Beneficial Insects Make Garden Pottery

While watering my garden when I noticed some small, gray-brown forms on a twig of a new hypericum bush. The branch looked dead and I was thinking of pruning it off. I looked closer and saw what appeared to be tiny pots—formed as if with a tiny potters wheel—glued to the stem of my new plant. I wondered how on earth they had gotten there, or what kind of creature had put them there.

As I poked around and snapped a few pictures there was a small, dark mud dauber-looking wasp circling around in the alstroemerias nearby. Wondering if this was the insect connected to the small structures, I took a step back and watched as she hovered closer to the Hypericum bush. She seemed to be carrying something. I watched closely and she flew up to the top clay pot-looking structure—the only one that didn’t have the top sealed over—and she put a wiggly little grub worm into the hole. What the heck was going on here?

And so, of course, I turned to Google. What I quickly identified was a Potter wasp, Eumeninae. Possibly Eumenes fraternus, but I'm not sure they are supposed to live in my area.

Photos courtesy of Rosetta Remillard, APLD.

They are a species of beneficial insects—similar to mason bees—sometimes called a Mason wasp.
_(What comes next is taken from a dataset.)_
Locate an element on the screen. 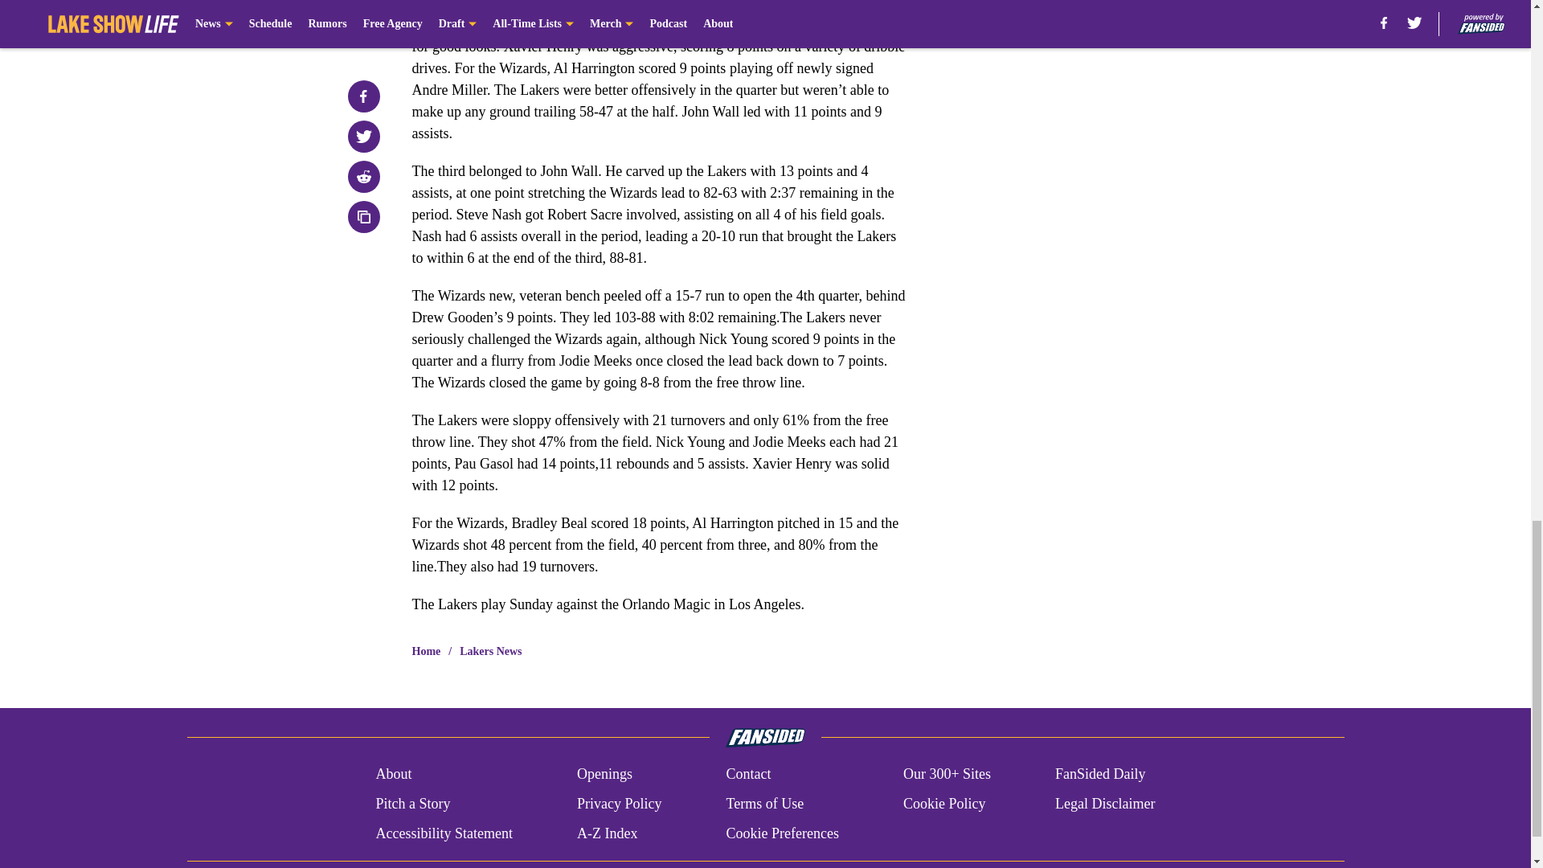 Image resolution: width=1543 pixels, height=868 pixels. Contact is located at coordinates (747, 775).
They are totally non-aggressive, as I found with the one circling in my alstroemerias waiting for me to move always from her brood structures (the correct name for the tiny pots on my Hypericum stem).
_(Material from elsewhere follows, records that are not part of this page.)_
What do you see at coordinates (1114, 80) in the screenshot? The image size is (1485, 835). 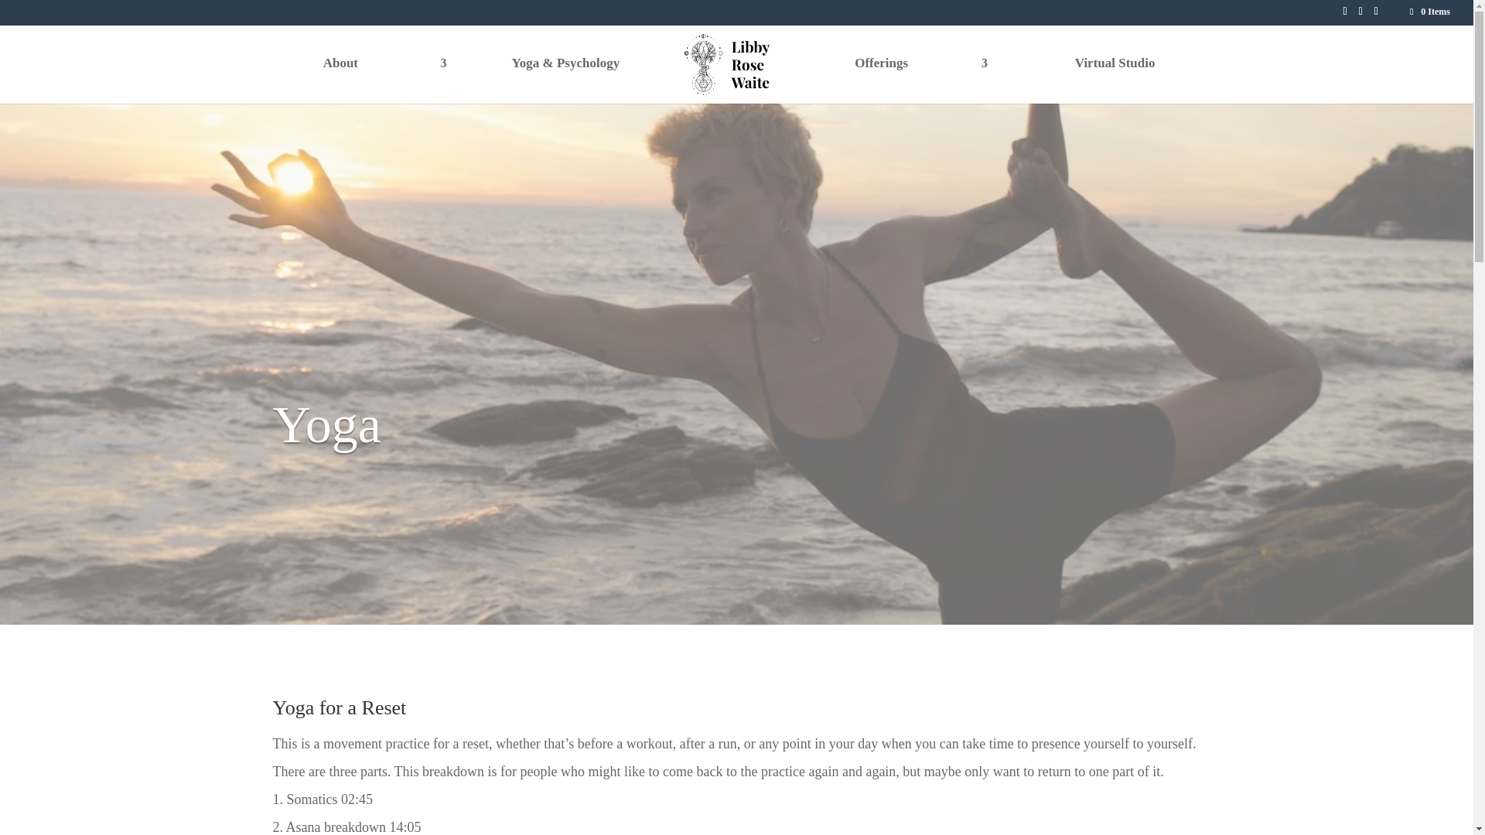 I see `Virtual Studio` at bounding box center [1114, 80].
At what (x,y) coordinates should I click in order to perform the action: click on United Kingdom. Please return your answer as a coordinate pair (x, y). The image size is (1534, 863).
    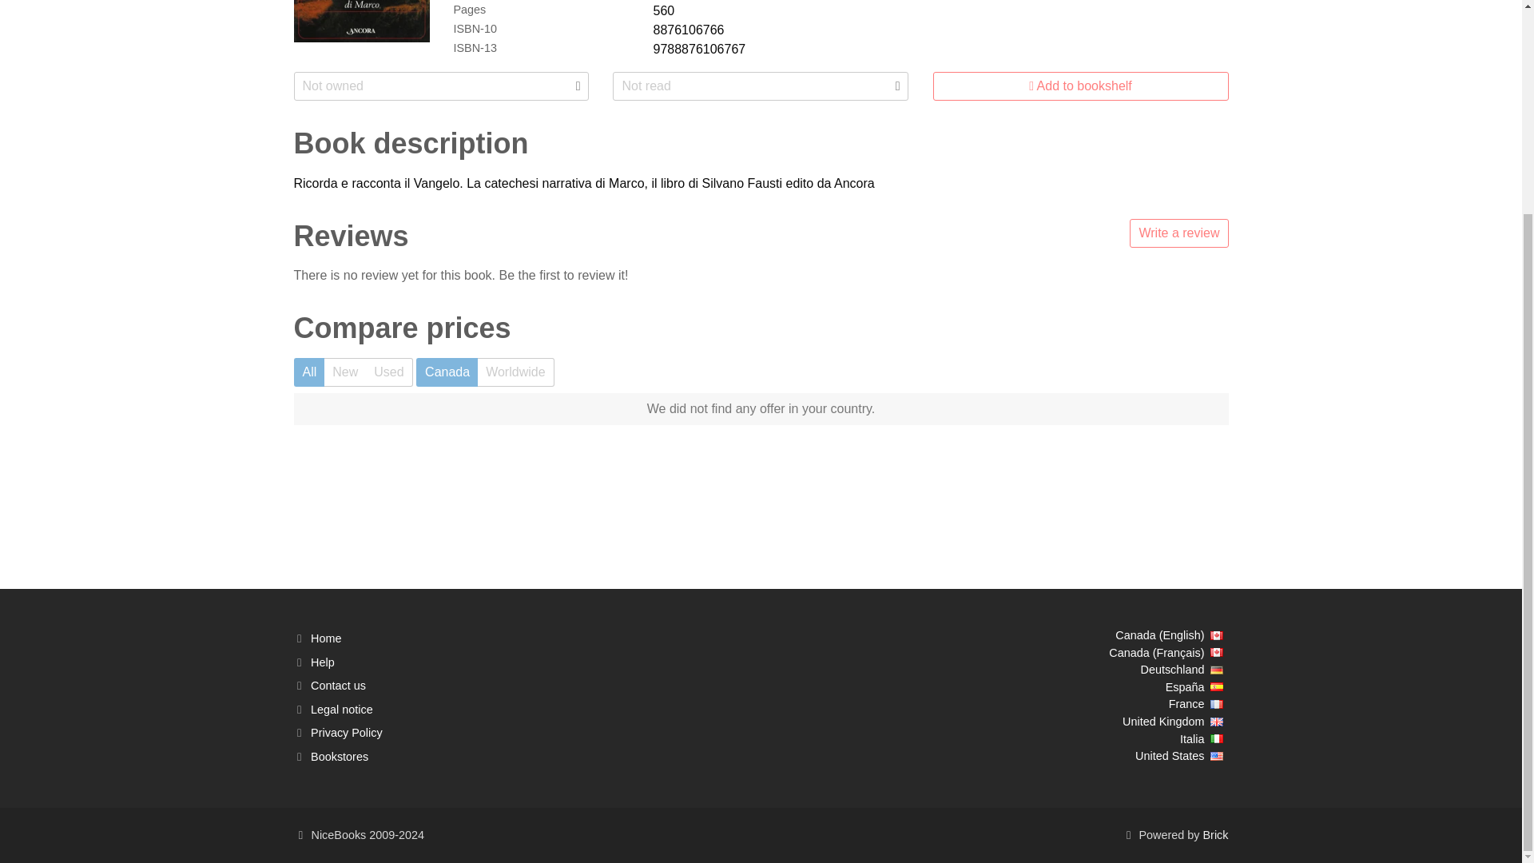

It turns out the Potter bee (or wasp) helps the garden by collecting and caterpillar grubs and larvae that would otherwise eat our veggies and flowers and uses them to create a food supply for her larvae. Paralyzed and sealed inside her perfect little brood nest pottery structure.

It is the female potter bees that make these perfect little earthen structures. They tend to be loners, not having a hive mentality.

Looking at pictures online made me feel most impressed with our garden buddy’s fine-tuned skill. This potter bee made such perfect, smooth little pots the ones online looked coarse and chunky by comparison…maybe she likes my soil. 

Despite my sensitivity to bees, I decided not to prune away the stem. The momma bee came back and created and sealed a fourth brood chamber. The scientific name being from the Latin root Eumenes, meaning “well-disposed, friendly, and gracious”, I can hope her offspring are as docile as she is and they will be welcome beneficial predator in my garden for seasons to come.

I planted the Hypericum berries to experiment with the success of a new plant varieties that are bring modern cutting gardens into our home gardens, and by accident I learned they create habitat for beneficial garden insects, talented ones at that!